Distributions include the Linux kernel and supporting system software and libraries, many of which are provided by the GNU Project. Many Linux distributions use the word "Linux" in their name, but the Free Software Foundation uses the name GNU/Linux to emphasize the importance of GNU software, causing some controversy.
Community icon by Alpár-Etele Méder, licensed under CC BY 3.0
OpenSUSE
inb4 but thats a corporate distro, it is just sponsored by SUSE but is community maintained
I agree that there are not many distros that are both user friendly and not forks of something else, but I don't see it as an issue, imo there is nothing wrong with forks.
The issue isn't if something is a fork or not, the issue is if something is a fork of a corporate distro. For instance, there are forks of Arch that still meet the criteria because Arch is a base community distro, whereas OpenSuse is a fork of a corporate distro.
OpenSUSE is not a fork.

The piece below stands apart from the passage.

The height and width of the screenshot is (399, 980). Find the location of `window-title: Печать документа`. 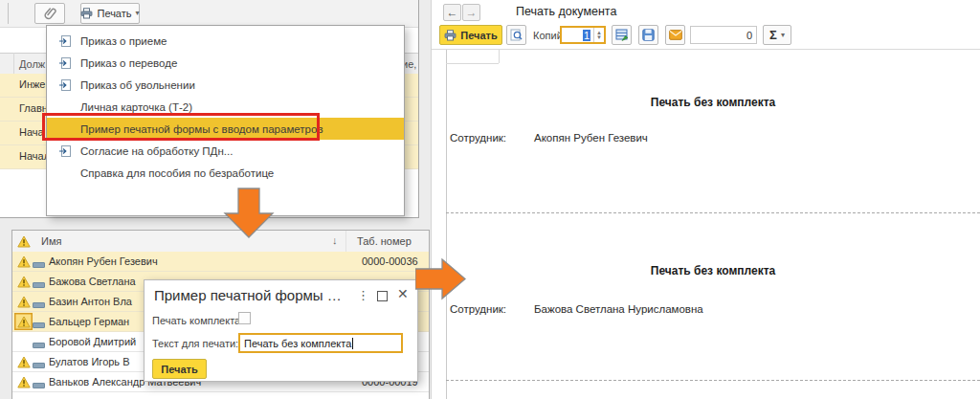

It's the base.
Fedora is also sponsored, and they just added telemetry
No, this is completely false. There was a proposal to add telemetry. There is nothing planned as of yet. In a community distro, we all get to speak. The discussion is ongoing. Those opposed to doing opt-out telemetry appear to be winning that conversation thus far.
Also, other distros do telemetry already. Debian is one of them.
Did the telemetry vote already happen and succeed? Last I saw there was only an informal "feeling out" vote, but I haven't been following closely since then.